Female circumcision protested
2004-03-09 20:09
Mogadishu, Somalia - Hundreds of women marched through the streets of Somalia's capital in a rare public protest against female circumcision as aid groups began a nationwide campaign to stop the traditional practice.
The demonstration took place on Monday to coincide with the launch of the campaign which is being organised by three Somali women's umbrella groups representing more than 100 organisations in the Horn of Africa nation, UN agencies and international aid groups.
Details of the campaign have yet to be worked out, but it is intended to educate Somalis about the harmful effects of female circumcision, said Maryan Ali Obsiiye, secretary-general of the Somali Women's Chamber of Commerce.
The United Nations estimates that 98% of women in the Muslim nation have been circumcised.
The custom is seen as a rite of passage to womanhood in the nation of 7 million. It is also sometimes viewed as a religious practice.
"We want to make it clear that there is no religious basis for this practice," said Obsiiye.
Circumcision ranges from clipping or burning the clitoris to cutting off all the outer labia and sewing closed the remaining tissue, leaving only a tiny opening.
An estimated 130 million women, most of them in Africa, have been subjected to ritual genital cutting. The number is believed to grow by up to 2 million each year.
The practice is illegal in 18 countries, nine of them in Africa.
But Somalia has been without an effective central government since the 1991 ouster of dictator Mohamed Siad Barre and circumcision remains widespread.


> _Problem to work on_:
Out of the data below, copy every line with the string "name".
--------------------
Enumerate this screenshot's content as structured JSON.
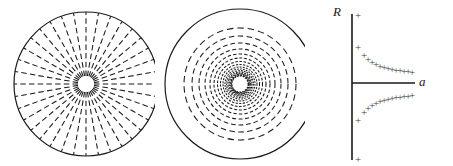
{
  "figure": {
    "caption": "",
    "background_color": "#ffffff",
    "stroke_color": "#1a1a1a",
    "marker_color": "#3c3c46",
    "panels": [
      {
        "id": "panel-radial",
        "name": "radial-spokes-disk",
        "type": "polar-diagram",
        "description": "Circle with radial dashed spokes from a small central hole to the rim",
        "center": [
          86,
          84
        ],
        "outer_radius": 72,
        "inner_hole_radius": 8,
        "spoke_count": 36,
        "spoke_angle_step_deg": 10,
        "spoke_style": "dashed",
        "outer_circle_style": "solid"
      },
      {
        "id": "panel-rings",
        "name": "concentric-rings-disk",
        "type": "polar-diagram",
        "description": "Large solid circle containing concentric dashed rings that crowd toward the centre",
        "center": [
          85,
          84
        ],
        "outer_radius": 75,
        "inner_hole_radius": 7,
        "outer_circle_style": "solid",
        "ring_style": "dashed",
        "ring_radii": [
          56,
          48,
          41,
          35,
          30,
          26,
          22.5,
          19.5,
          17,
          15,
          13.4,
          12,
          10.9,
          10,
          9.2,
          8.6,
          8.1
        ]
      },
      {
        "id": "panel-scatter",
        "name": "r-versus-a-scatter",
        "type": "scatter",
        "description": "Two symmetric branches of plus markers approaching the horizontal axis, plus isolated markers at the top and bottom of the vertical axis"
      }
    ]
  },
  "chart_data": {
    "type": "scatter",
    "title": "",
    "xlabel": "a",
    "ylabel": "R",
    "marker": "+",
    "grid": false,
    "legend": null,
    "axes": {
      "vertical_axis_x": 52,
      "vertical_axis_y_top": 14,
      "vertical_axis_y_bottom": 160,
      "horizontal_axis_y": 83,
      "horizontal_axis_x_start": 52,
      "horizontal_axis_x_end": 115,
      "origin_px": [
        52,
        83
      ]
    },
    "label_positions": {
      "ylabel_px": [
        33,
        16
      ],
      "xlabel_px": [
        119,
        86
      ]
    },
    "series": [
      {
        "name": "upper-branch",
        "points_px": [
          [
            58,
            47
          ],
          [
            64,
            55
          ],
          [
            68,
            59
          ],
          [
            72,
            62
          ],
          [
            76,
            64
          ],
          [
            80,
            66
          ],
          [
            84,
            67
          ],
          [
            88,
            68
          ],
          [
            92,
            69
          ],
          [
            96,
            70
          ],
          [
            100,
            70
          ],
          [
            104,
            71
          ],
          [
            108,
            71
          ],
          [
            112,
            72
          ]
        ]
      },
      {
        "name": "lower-branch",
        "points_px": [
          [
            58,
            120
          ],
          [
            64,
            112
          ],
          [
            68,
            108
          ],
          [
            72,
            105
          ],
          [
            76,
            103
          ],
          [
            80,
            101
          ],
          [
            84,
            100
          ],
          [
            88,
            99
          ],
          [
            92,
            98
          ],
          [
            96,
            97
          ],
          [
            100,
            97
          ],
          [
            104,
            96
          ],
          [
            108,
            96
          ],
          [
            112,
            95
          ]
        ]
      },
      {
        "name": "axis-endpoint-markers",
        "points_px": [
          [
            58,
            15
          ],
          [
            58,
            159
          ]
        ]
      }
    ]
  }
}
--------------------
> _Task answer_:
        "name": "radial-spokes-disk",
        "name": "concentric-rings-disk",
        "name": "r-versus-a-scatter",
        "name": "upper-branch",
        "name": "lower-branch",
        "name": "axis-endpoint-markers",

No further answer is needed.